Shakespeare paints a truly appalling portrait of Eleanor in King John. Describing John’s arrival in France to fight the French king, he says:

With him along is come the mother queen,

An Até, stirring him to blood and strife.

Até was a Greek goddess of discord, of criminal folly. Shakespeare stresses John’s dependence on his aged mother’s strength and cunning, and shows her scheming against Arthur, so ‘That yon green boy shall have no sun to ripe’, only too pleased to see him in John’s murderous hands. She is called ‘a canker’d grandam’ and ‘a monstrous injurer of heaven and earth’, and has ‘a sin-conceiving womb’. Indeed Shakespeare’s ‘Queen Elinor’, though only a minor character in the play, is one of his most terrifying women, no less evil than Lady Macbeth.

Yet the Elinor of King John is only a caricature of one side of a fascinatingly complex personality. When she was young, men worshipped her, and not merely because of her beauty or rank; when she was old, her children venerated her. She could be generous on a truly regal scale.

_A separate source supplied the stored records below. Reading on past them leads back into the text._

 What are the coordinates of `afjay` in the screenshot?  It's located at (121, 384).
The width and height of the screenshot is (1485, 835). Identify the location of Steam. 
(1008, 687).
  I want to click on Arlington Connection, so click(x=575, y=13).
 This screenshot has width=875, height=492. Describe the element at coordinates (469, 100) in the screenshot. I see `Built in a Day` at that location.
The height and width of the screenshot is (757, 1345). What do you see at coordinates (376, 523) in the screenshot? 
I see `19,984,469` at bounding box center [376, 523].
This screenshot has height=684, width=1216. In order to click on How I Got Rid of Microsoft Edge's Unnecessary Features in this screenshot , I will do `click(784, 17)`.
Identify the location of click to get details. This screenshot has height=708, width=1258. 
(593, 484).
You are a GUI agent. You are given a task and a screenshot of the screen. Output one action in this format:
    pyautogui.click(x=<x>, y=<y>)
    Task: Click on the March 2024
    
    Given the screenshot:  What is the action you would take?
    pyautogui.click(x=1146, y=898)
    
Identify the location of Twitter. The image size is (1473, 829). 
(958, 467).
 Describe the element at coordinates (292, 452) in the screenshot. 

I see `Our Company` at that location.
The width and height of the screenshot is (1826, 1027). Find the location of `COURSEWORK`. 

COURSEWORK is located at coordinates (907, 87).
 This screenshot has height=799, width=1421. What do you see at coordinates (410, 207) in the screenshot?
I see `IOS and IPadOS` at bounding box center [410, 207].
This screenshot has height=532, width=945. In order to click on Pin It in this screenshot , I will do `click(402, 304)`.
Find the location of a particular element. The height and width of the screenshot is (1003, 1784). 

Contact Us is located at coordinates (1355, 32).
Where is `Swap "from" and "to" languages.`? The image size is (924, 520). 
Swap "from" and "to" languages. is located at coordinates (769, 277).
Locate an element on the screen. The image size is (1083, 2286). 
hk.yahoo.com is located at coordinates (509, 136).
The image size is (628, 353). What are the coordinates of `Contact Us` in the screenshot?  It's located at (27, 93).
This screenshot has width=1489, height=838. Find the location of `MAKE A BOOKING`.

Emerging at Henry II’s death from her long confinement as the all-powerful queen mother, she immediately issued an order for the release of prisoners throughout England because, in her words, ‘by her own experience prisons were hateful to men and to be released from them was a most delightful refreshment to the spirit’. She also patronized and cultivated the great abbey of Fontevrault, helping to make it a refuge for battered noblewomen fleeing from brutal husbands.

Nonetheless Eleanor has always been overshadowed by her menfolk. Perhaps it is not altogether surprising, with a husband who murdered archbishop Thomas Becket, a son who was the hero of the crusades, and another son who granted Magna Carta. Moreover any heiress would have been dwarfed by so vast an inheritance as Eleanor’s duchy; it was the foundation of the Anglo-French empire of the Plantagenets and the origin of the Hundred Years War. The greatest beauty of her age has dwindled into Henry II’s rich old wife — remembered for murdering Fair Rosamund, a crime she never committed — or Shakespeare’s Elinor and the virago oft popular films and television serials. Her loveliness and glamour, her patronage of poets, her throwing-off of the constraints with which convention shackled women in the twelfth century, are all forgotten, as are her very real gifts as a politician and a ruler.

Usually it is all but impossible to write a flesh and blood biography of any figure from the high Middle Ages, expecially a woman, because of the lack of sources. But Eleanor so impressed her contemporaries that there is an abundance of material. This book is an attempt to do justice to a magnificent woman and a magnificent life.